Monday, December 15, 2025

Letting Doubts Give Way to Documents


I've always had my doubts about Thomas. Of all the Hilscher children, Thomas the immigrant seemed out to give me grief in researching his whereabouts. Yes, I eventually could locate a record of his death in New York City, confirming an anglicized version of his parents' names, but I couldn't quite sketch out much more of his life story—until, that is, I took the detour of exploring the story of what I presumed was an unrelated Polish immigrant to New York City.

That immigrant, as we've since seen, was Stanislaus Samolewski. Despite having a surname given to snares of misspelling, Stanislaus was still someone whose life trajectory I could follow. And in following his path from Żerków, Prussia, to a new life in America, I somehow also learned a few things about Thomas Hilscher.

Among the few details I had already found about Thomas Hilscher, I had managed to locate a passenger record. Traveling across the Atlantic with several family members, Thomas had arrived in New York City aboard the steamship Amerika on April 7, 1912. Among the passengers listed on that page were Stanislawa, Thomas' wife, and four children ranging in age from fourteen years down to ten months.

For two of the children, a different surname had been entered, then smudged out. A flip of the page on this record showed more information on the continuation page: that the relationship between those two teenagers and Thomas indicated he was their stepfather. 

There was more to be found amidst the scrawled handwriting on those two pages of the passenger listing. In the brackets surrounding this family grouping, an encouraging note I found on the first page was that Thomas indicated his father's name. I'm sure my sign of relief was audible when I spotted the name Peter Hilscher, followed by the note that this father was from Żerków, despite the written claims of the family being from Germany, not Poland.

On the reverse of that passenger listing, however, were more details that could help me in piecing together the extended Hilscher family. For one thing, I learned that Thomas—although not anyone else in his party—had lived in the United States previously. In fact, he had been to New York twice: once in 1887, and again in 1893. At both times, he had traveled to Brooklyn, the part of New York City to which he was returning.

That second page also provided the information that the two older boys in his party were not his own children, but step-sons.

Most important, though, was the answer to the question concerning whether Thomas was "going to join a relative or friend" and, if so, what that person's name and address was. This was the family history gold for my quest to piece together the connection to my DNA matches: Thomas' answer was Stanislaus "Samolowski," noted in that passenger record to be his brother-in-law from 187 Bayard Place in Brooklyn.

In fact, something I only realized when I researched Stanislaus Samolewski's own records: Thomas Hilscher's brother-in-law was also returning home to Brooklyn on that same vessel. His own entry on the passenger list showed that he, too, had been to the United States before; in fact, by 1912, Stanislaus, traveling with his wife Antonina and two daughters on the Amerika, was returning to Brooklyn as a naturalized citizen.

Thanks to the lead provided by the scantily-documented family trees retrieved from several DNA matches,  a stranger from the past with a Polish surname led me not only to more details concerning his own family history, but secured a connection to a family I was researching. Until I spotted those DNA clues, I hadn't been able to document the connection between the two Hilscher siblings, Thomas and his sister Antonina, by 1912 the wife of Stanislaus Samolewski. That discovery was enough impetus to lead me back to the rest of the ThruLines lists to seek out more Hilscher—and, ultimately, Gramlewicz—connections.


What you return must match the records exactly, except that the pictures are gone.

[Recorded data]
------------------------------------------------------------------------

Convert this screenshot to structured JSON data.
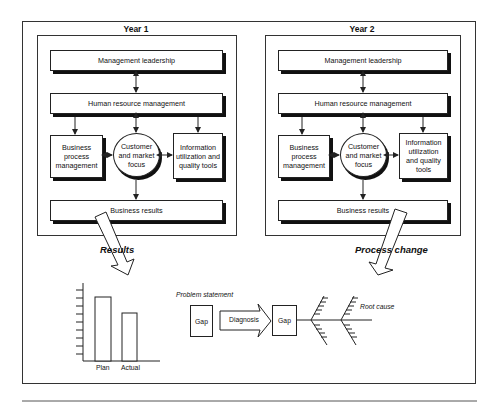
{
  "panels": [
    {
      "title": "Year 1",
      "boxes": {
        "top": "Management leadership",
        "middle": "Human resource management",
        "left": "Business process management",
        "center": "Customer and market focus",
        "right": "Information utilization and quality tools",
        "bottom": "Business results"
      }
    },
    {
      "title": "Year 2",
      "boxes": {
        "top": "Management leadership",
        "middle": "Human resource management",
        "left": "Business process management",
        "center": "Customer and market focus",
        "right": "Information utilization and quality tools",
        "bottom": "Business results"
      }
    }
  ],
  "arrows": {
    "left_label": "Results",
    "right_label": "Process change"
  },
  "bar_chart": {
    "categories": [
      "Plan",
      "Actual"
    ],
    "values": [
      8,
      6
    ],
    "tick_count": 10
  },
  "analysis": {
    "problem_statement": "Problem statement",
    "gap_1": "Gap",
    "diagnosis": "Diagnosis",
    "gap_2": "Gap",
    "root_cause": "Root cause"
  },
  "colors": {
    "line": "#222222",
    "shadow": "#111111",
    "background": "#ffffff"
  }
}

------------------------------------------------------------------------

Solution for this problem ->
Convert this screenshot to structured JSON data.
{
  "panels": [
    {
      "title": "Year 1",
      "boxes": {
        "top": "Management leadership",
        "middle": "Human resource management",
        "left": "Business process management",
        "center": "Customer and market focus",
        "right": "Information utilization and quality tools",
        "bottom": "Business results"
      }
    },
    {
      "title": "Year 2",
      "boxes": {
        "top": "Management leadership",
        "middle": "Human resource management",
        "left": "Business process management",
        "center": "Customer and market focus",
        "right": "Information utilization and quality tools",
        "bottom": "Business results"
      }
    }
  ],
  "arrows": {
    "left_label": "Results",
    "right_label": "Process change"
  },
  "bar_chart": {
    "categories": [
      "Plan",
      "Actual"
    ],
    "values": [
      8,
      6
    ],
    "tick_count": 10
  },
  "analysis": {
    "problem_statement": "Problem statement",
    "gap_1": "Gap",
    "diagnosis": "Diagnosis",
    "gap_2": "Gap",
    "root_cause": "Root cause"
  },
  "colors": {
    "line": "#222222",
    "shadow": "#111111",
    "background": "#ffffff"
  }
}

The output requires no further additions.